Maintenance Dosing: Sustaining Response After Induction
Most responders need some form of continued treatment to sustain benefit. There is no consensus on the best schedule — only competing models with different trade-offs.
Three common maintenance models
1. Fixed-interval boosters
A single session every 2-6 weeks on a calendar schedule. Predictable and easy to plan around. Risk: receiving treatment you may not need.
2. Tapering schedule
Progressively widening the interval (weekly → biweekly → monthly → quarterly) until symptoms guide stopping. The default for many depression patients.
3. Symptom-triggered (PRN)
No scheduled sessions. Patients return for a booster when symptoms recur to a defined threshold. Requires honest self-monitoring and a responsive clinic.

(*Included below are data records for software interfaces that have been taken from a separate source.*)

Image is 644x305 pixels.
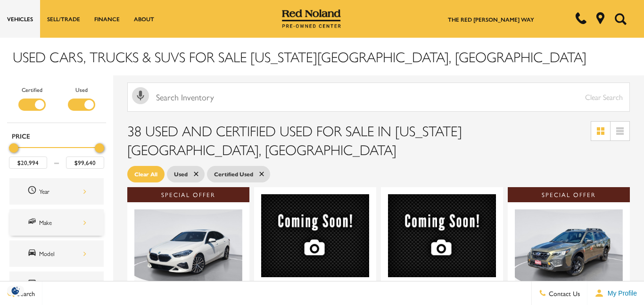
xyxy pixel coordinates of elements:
input: Maximum [66,157,104,169]
div: Trim [39,280,86,290]
div: Minimum Price [9,143,18,153]
img: 2018 Volkswagen Atlas SEL Premium [261,194,369,278]
span: Certified Used [214,168,253,180]
input: Search Inventory [128,82,630,112]
span: Clear All [134,168,157,180]
span: Model [27,247,39,260]
button: Open the search field [611,1,630,38]
span: Used [174,168,188,180]
a: The Red [PERSON_NAME] Way [448,15,534,23]
label: Used [75,85,87,95]
div: 1 / 2 [134,209,242,290]
div: Model [39,249,86,259]
img: 2021 BMW 2 Series 228i xDrive 1 [134,209,242,290]
span: Contact Us [546,289,580,298]
div: ModelModel [10,240,104,267]
div: Make [39,218,86,228]
span: Year [27,185,39,198]
div: Filter by Vehicle Type [7,85,106,122]
span: Make [27,216,39,229]
svg: Click to toggle on voice search [132,87,149,104]
div: Price [9,140,104,169]
img: 2020 Acura RDX Advance Package [388,194,496,278]
span: My Profile [604,289,637,297]
div: Year [39,186,86,197]
h5: Price [12,131,102,140]
div: YearYear [10,178,104,205]
img: Red Noland Pre-Owned [282,10,341,28]
img: 2024 Subaru Outback Wilderness 1 [515,209,623,290]
span: 38 Used and Certified Used for Sale in [US_STATE][GEOGRAPHIC_DATA], [GEOGRAPHIC_DATA] [128,120,462,159]
span: Trim [27,278,39,291]
div: 1 / 2 [515,209,623,290]
div: Special Offer [128,187,249,202]
div: Maximum Price [94,143,104,153]
div: TrimTrim [10,271,104,298]
button: Open user profile menu [587,282,644,305]
label: Certified [21,85,43,95]
div: MakeMake [10,209,104,236]
img: Opt-Out Icon [5,286,27,295]
a: Red Noland Pre-Owned [282,13,341,22]
input: Minimum [9,157,47,169]
div: Special Offer [507,187,630,202]
section: Click to Open Cookie Consent Modal [5,286,27,295]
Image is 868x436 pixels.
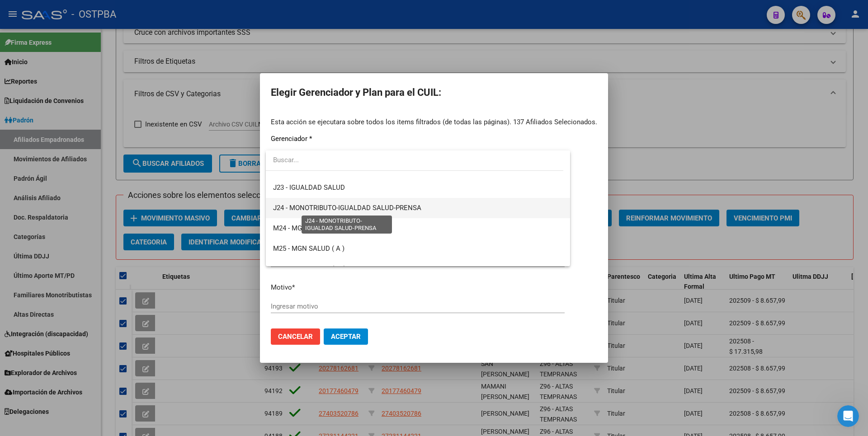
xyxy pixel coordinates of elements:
[838,406,859,427] iframe: Intercom live chat
[274,183,345,192] span: J23 - IGUALDAD SALUD
[274,245,345,253] span: M25 - MGN SALUD ( A )
[274,265,346,273] span: M26 - MGN SALUD ( M )
[274,204,421,212] span: J24 - MONOTRIBUTO-IGUALDAD SALUD-PRENSA
[274,224,368,233] span: M24 - MGN SALUD ( ORIGINAL)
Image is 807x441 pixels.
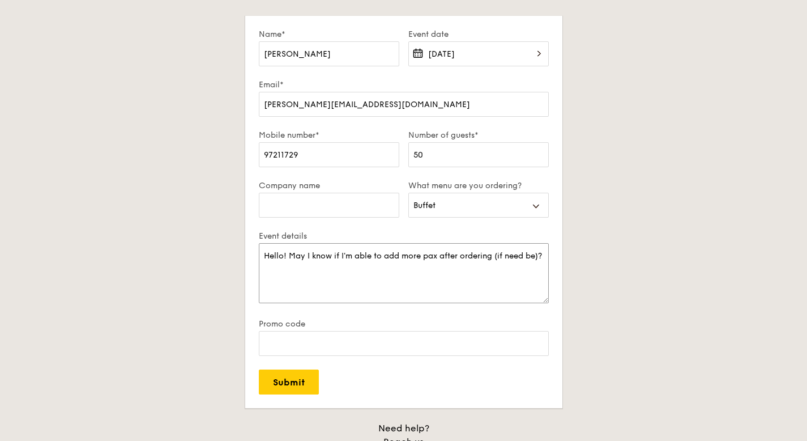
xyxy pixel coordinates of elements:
[259,243,549,303] textarea: Let us know details such as your venue address, event time, preferred menu, dietary requirements,...
[259,80,549,90] label: Email*
[259,181,399,190] label: Company name
[259,231,549,241] label: Event details
[259,29,399,39] label: Name*
[409,29,549,39] label: Event date
[259,319,549,329] label: Promo code
[409,130,549,140] label: Number of guests*
[259,369,319,394] input: Submit
[259,130,399,140] label: Mobile number*
[409,181,549,190] label: What menu are you ordering?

What the evidence supports
- Maintenance reduces relapse rates vs. discontinuation alone in TRD (Wilkinson 2018).
- No randomized trials definitively favor one schedule over others.
- Long-term safety data beyond 1-2 years remains limited.

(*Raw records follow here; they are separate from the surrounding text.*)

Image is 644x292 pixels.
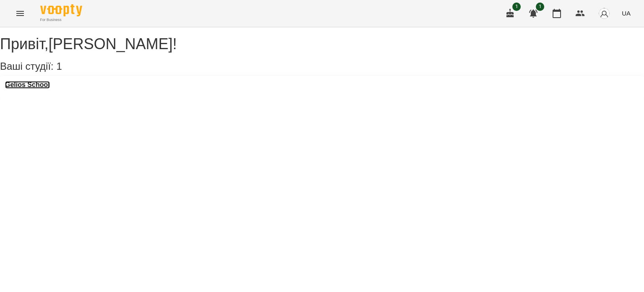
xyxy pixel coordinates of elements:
span: 1 [512,2,521,11]
span: 1 [536,2,544,11]
span: 1 [57,61,61,72]
img: avatar_s.png [598,7,610,20]
a: Gelios School [5,81,50,89]
span: UA [622,9,631,17]
button: UA [619,6,634,21]
img: Voopty Logo [40,4,82,16]
button: Menu [10,3,30,24]
span: For Business [40,17,82,23]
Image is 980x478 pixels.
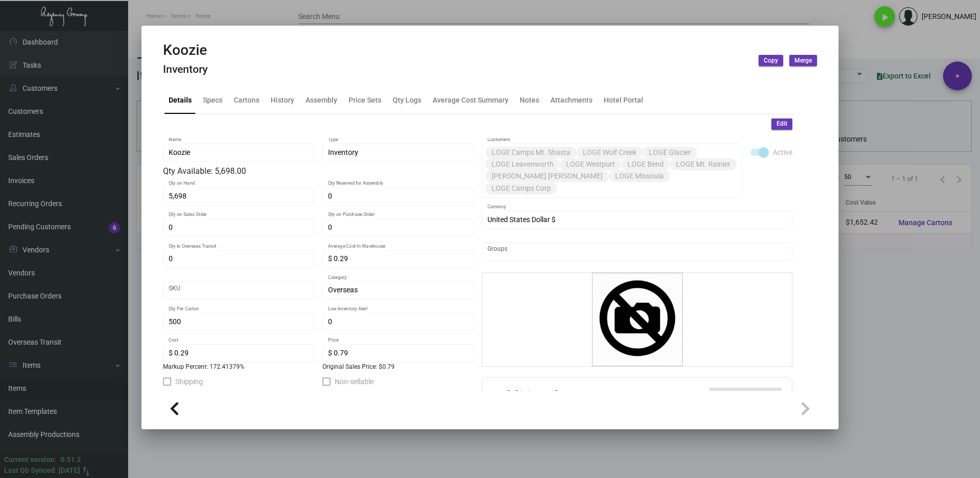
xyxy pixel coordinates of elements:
div: Assembly [305,95,337,105]
div: Average Cost Summary [433,95,509,105]
span: Shipping [175,375,203,387]
mat-chip: LOGE Wolf Creek [577,146,643,159]
mat-chip: [PERSON_NAME] [PERSON_NAME] [486,170,609,182]
div: Hotel Portal [604,95,644,105]
div: Qty Logs [393,95,421,105]
span: Non-sellable [335,375,373,387]
span: Active [773,146,793,159]
mat-chip: LOGE Camps Mt. Shasta [486,146,577,159]
mat-chip: LOGE Camps Corp [486,183,557,194]
h2: Koozie [163,42,208,59]
h2: Additional Fees [493,387,592,406]
mat-chip: LOGE Bend [621,159,670,170]
span: Merge [795,57,812,65]
button: Merge [789,55,817,66]
span: Copy [764,57,779,65]
button: Add Additional Fee [710,387,782,406]
span: Edit [777,119,788,128]
mat-chip: LOGE Leavenworth [486,159,560,170]
div: Qty Available: 5,698.00 [163,165,474,177]
div: Attachments [551,95,593,105]
mat-chip: LOGE Westport [560,159,621,170]
div: Price Sets [349,95,381,105]
div: History [270,95,294,105]
input: Add new.. [487,248,788,256]
div: Current version: [4,454,57,465]
mat-chip: LOGE Mt. Rainier [670,159,737,170]
button: Copy [759,55,783,66]
input: Add new.. [559,184,738,192]
div: Details [169,95,192,105]
mat-chip: LOGE Glacier [643,146,697,159]
div: Cartons [234,95,260,105]
div: 0.51.2 [60,454,81,465]
div: Specs [203,95,222,105]
div: Notes [520,95,539,105]
mat-chip: LOGE Missoula [609,170,670,182]
button: Edit [772,119,793,129]
div: Last Qb Synced: [DATE] [4,465,80,476]
h4: Inventory [163,63,208,76]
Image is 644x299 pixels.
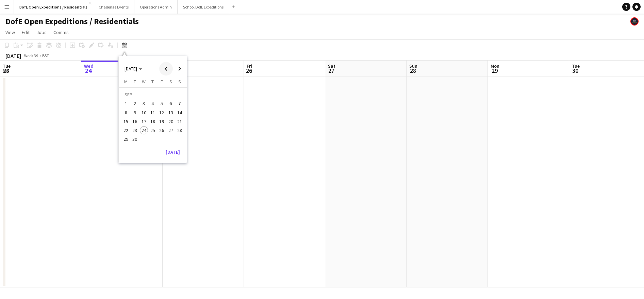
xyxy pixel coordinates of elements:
span: Sat [328,63,335,69]
button: Previous month [159,62,173,76]
span: 12 [158,108,165,117]
button: DofE Open Expeditions / Residentials [14,1,93,13]
button: 01-09-2025 [121,99,130,108]
span: Sun [409,63,418,69]
span: Tue [3,63,11,69]
td: SEP [121,90,184,99]
a: Jobs [33,28,49,37]
span: 6 [167,100,175,108]
button: 18-09-2025 [148,117,157,126]
span: F [161,79,163,84]
button: 19-09-2025 [157,117,166,126]
span: 5 [158,100,165,108]
button: 29-09-2025 [121,135,130,144]
span: 14 [175,108,184,117]
span: 13 [167,108,175,117]
button: 15-09-2025 [121,117,130,126]
button: 22-09-2025 [121,126,130,135]
h1: DofE Open Expeditions / Residentials [5,16,139,26]
button: Next month [173,62,187,76]
span: 29 [122,135,130,144]
span: 25 [148,126,157,134]
span: 9 [131,108,139,117]
span: 20 [167,117,175,125]
span: 1 [122,100,130,108]
span: 27 [327,67,335,74]
span: 15 [122,117,130,125]
button: 10-09-2025 [140,108,148,117]
span: 28 [408,67,418,74]
button: 21-09-2025 [175,117,184,126]
span: 21 [175,117,184,125]
span: M [124,79,128,84]
button: 25-09-2025 [148,126,157,135]
span: S [178,79,181,84]
button: 30-09-2025 [130,135,139,144]
button: 11-09-2025 [148,108,157,117]
a: Edit [19,28,32,37]
span: 26 [158,126,165,134]
a: Comms [50,28,72,37]
button: 12-09-2025 [157,108,166,117]
app-user-avatar: The Adventure Element [631,18,639,26]
span: Edit [22,29,29,35]
button: 07-09-2025 [175,99,184,108]
span: 24 [140,126,148,134]
div: [DATE] [5,52,21,59]
button: 14-09-2025 [175,108,184,117]
button: 24-09-2025 [140,126,148,135]
button: 02-09-2025 [130,99,139,108]
button: 08-09-2025 [121,108,130,117]
button: [DATE] [163,147,182,158]
button: 17-09-2025 [140,117,148,126]
span: 8 [122,108,130,117]
span: 2 [131,100,139,108]
button: 04-09-2025 [148,99,157,108]
button: 27-09-2025 [166,126,175,135]
span: Jobs [36,29,46,35]
span: 30 [131,135,139,144]
span: 4 [148,100,157,108]
button: School DofE Expeditions [178,1,229,13]
span: 3 [140,100,148,108]
span: Wed [84,63,94,69]
button: 05-09-2025 [157,99,166,108]
span: 10 [140,108,148,117]
button: 03-09-2025 [140,99,148,108]
button: 26-09-2025 [157,126,166,135]
button: Operations Admin [134,1,178,13]
button: 23-09-2025 [130,126,139,135]
span: S [170,79,172,84]
span: 23 [131,126,139,134]
span: T [151,79,154,84]
span: Week 39 [22,53,39,58]
span: 7 [175,100,184,108]
span: Mon [490,63,500,69]
span: Tue [572,63,579,69]
span: 11 [148,108,157,117]
span: 22 [122,126,130,134]
span: 17 [140,117,148,125]
span: 18 [148,117,157,125]
span: Comms [53,29,69,35]
span: [DATE] [124,66,137,72]
button: 06-09-2025 [166,99,175,108]
div: BST [42,53,49,58]
a: View [3,28,18,37]
button: 20-09-2025 [166,117,175,126]
span: 30 [571,67,579,74]
span: 16 [131,117,139,125]
span: 24 [83,67,94,74]
span: W [142,79,145,84]
button: Challenge Events [93,1,134,13]
button: Choose month and year [122,63,145,75]
button: 09-09-2025 [130,108,139,117]
span: 29 [490,67,500,74]
button: 28-09-2025 [175,126,184,135]
button: 13-09-2025 [166,108,175,117]
span: View [5,29,15,35]
span: 23 [2,67,11,74]
span: 28 [175,126,184,134]
span: 26 [246,67,252,74]
span: Fri [247,63,252,69]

Questions to ask your provider
- What signals will tell us it's time to space out or stop?
- How will we monitor for tolerance or escalation?

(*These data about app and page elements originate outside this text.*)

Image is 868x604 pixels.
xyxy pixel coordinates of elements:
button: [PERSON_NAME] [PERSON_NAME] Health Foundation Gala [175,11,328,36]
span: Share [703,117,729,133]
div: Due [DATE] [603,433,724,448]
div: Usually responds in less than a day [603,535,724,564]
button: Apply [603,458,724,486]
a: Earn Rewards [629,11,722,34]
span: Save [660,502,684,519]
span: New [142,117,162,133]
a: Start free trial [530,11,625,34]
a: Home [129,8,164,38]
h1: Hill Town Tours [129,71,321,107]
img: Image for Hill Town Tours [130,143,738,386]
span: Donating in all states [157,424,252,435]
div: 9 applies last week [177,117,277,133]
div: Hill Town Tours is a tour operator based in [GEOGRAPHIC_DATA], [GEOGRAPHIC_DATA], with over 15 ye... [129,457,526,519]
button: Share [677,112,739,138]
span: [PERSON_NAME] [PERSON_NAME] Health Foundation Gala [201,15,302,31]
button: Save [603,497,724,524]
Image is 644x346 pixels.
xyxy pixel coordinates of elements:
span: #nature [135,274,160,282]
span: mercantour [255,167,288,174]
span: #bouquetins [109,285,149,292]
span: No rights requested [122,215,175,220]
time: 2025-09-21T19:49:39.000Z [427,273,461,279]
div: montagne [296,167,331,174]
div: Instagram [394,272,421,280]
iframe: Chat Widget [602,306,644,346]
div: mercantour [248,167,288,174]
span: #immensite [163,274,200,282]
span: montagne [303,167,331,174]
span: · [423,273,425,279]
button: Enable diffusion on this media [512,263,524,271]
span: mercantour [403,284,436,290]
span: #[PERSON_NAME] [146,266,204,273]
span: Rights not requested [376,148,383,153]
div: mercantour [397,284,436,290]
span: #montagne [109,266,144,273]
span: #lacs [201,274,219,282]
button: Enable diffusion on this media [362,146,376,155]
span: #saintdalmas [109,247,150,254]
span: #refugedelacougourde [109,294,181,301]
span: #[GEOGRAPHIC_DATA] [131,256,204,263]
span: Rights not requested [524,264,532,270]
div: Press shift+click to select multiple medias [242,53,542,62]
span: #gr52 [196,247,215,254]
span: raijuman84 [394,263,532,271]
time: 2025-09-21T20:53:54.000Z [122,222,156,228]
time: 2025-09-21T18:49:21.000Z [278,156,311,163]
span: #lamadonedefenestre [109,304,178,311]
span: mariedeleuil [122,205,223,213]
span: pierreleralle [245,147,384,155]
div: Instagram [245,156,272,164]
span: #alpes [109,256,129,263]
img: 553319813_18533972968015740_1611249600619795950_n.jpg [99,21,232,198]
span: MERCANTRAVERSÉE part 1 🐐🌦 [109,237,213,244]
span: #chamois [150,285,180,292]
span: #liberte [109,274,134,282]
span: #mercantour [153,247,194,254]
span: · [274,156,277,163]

- What's the off-ramp plan from day one?
Educational use only. The content on this page is provided for general educational purposes and does not constitute medical advice, diagnosis, or treatment. Ketamine and related therapies carry risks and are appropriate only under qualified medical supervision. Always consult a licensed healthcare professional about your individual situation. Information may change as research evolves.